The late Carl Sagan came up with this idea to let aliens know what we are like – or, as the discs could last for millions of years, maybe what we were like before we destroyed ourselves. He and his team believed photos and music were the best ways to do that; even if aliens had no ears, they might absorb the music in some other way.
Despite naysayers, who worried that alerting aliens to our presence might encourage them to attack, this concept seems innocently hopeful: We sent a message, never expecting to learn whether it was understood or even received, to say, “Here we are. Know us. Drop by, if you’re friendly.” Voyager I became the first object to reach interstellar space in 2012 and will leave our solar system completely in 30,000 years.

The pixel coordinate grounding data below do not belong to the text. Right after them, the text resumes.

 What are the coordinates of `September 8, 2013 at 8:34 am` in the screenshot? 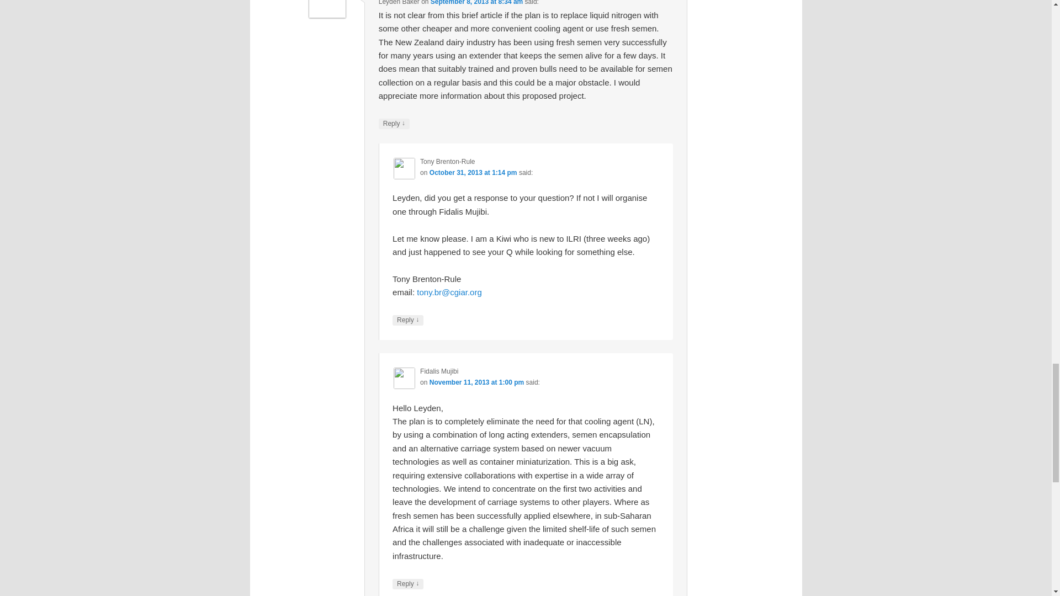 It's located at (476, 2).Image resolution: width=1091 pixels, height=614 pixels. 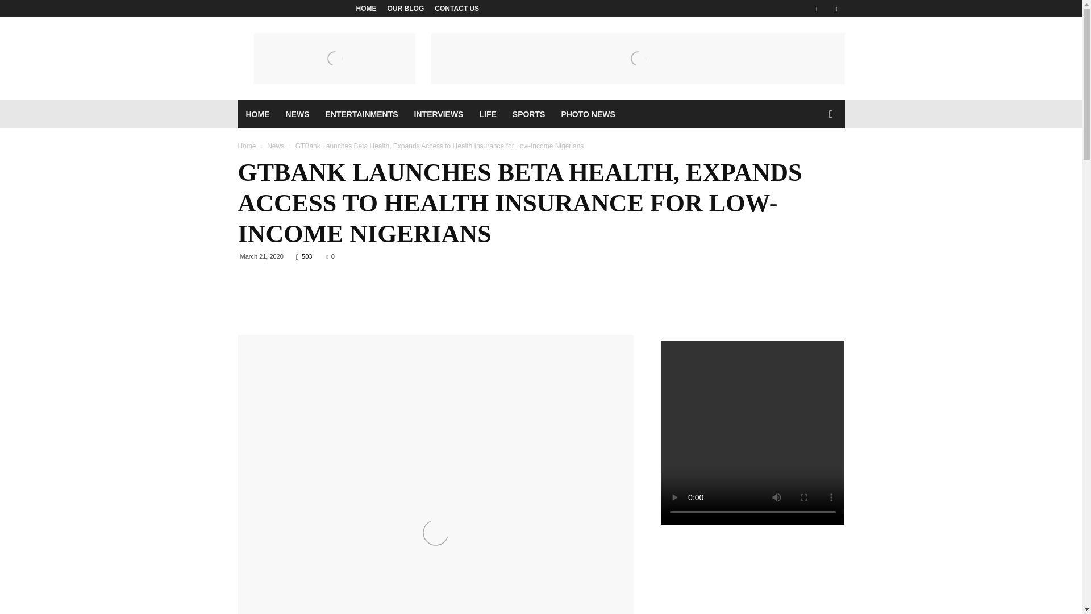 What do you see at coordinates (366, 8) in the screenshot?
I see `HOME` at bounding box center [366, 8].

You can buy a book explaining the mission and technology used and containing everything recorded for the outing, along with photos Voyager sent back. The music ranges from Chuck Berry rocking “Johnny B. Goode” to the Georgian State Merited Ensemble of Folk Song and Dance harmonizing on “Chakrulo” to a young Peruvian girl singing a wedding song. Classical selections include Bach, Beethoven, Stravinsky and Mozart, with Edda Moser curdling the blood in “Der Hölle Rache.” What will aliens make of this outburst of rage from the opera “The Magic Flute,” whose first line translates as “Hell’s revenge cooks in my heart”? Perhaps that we were a warlike race who had a heavy hand in our own destruction. By the time they hear it, that may be true.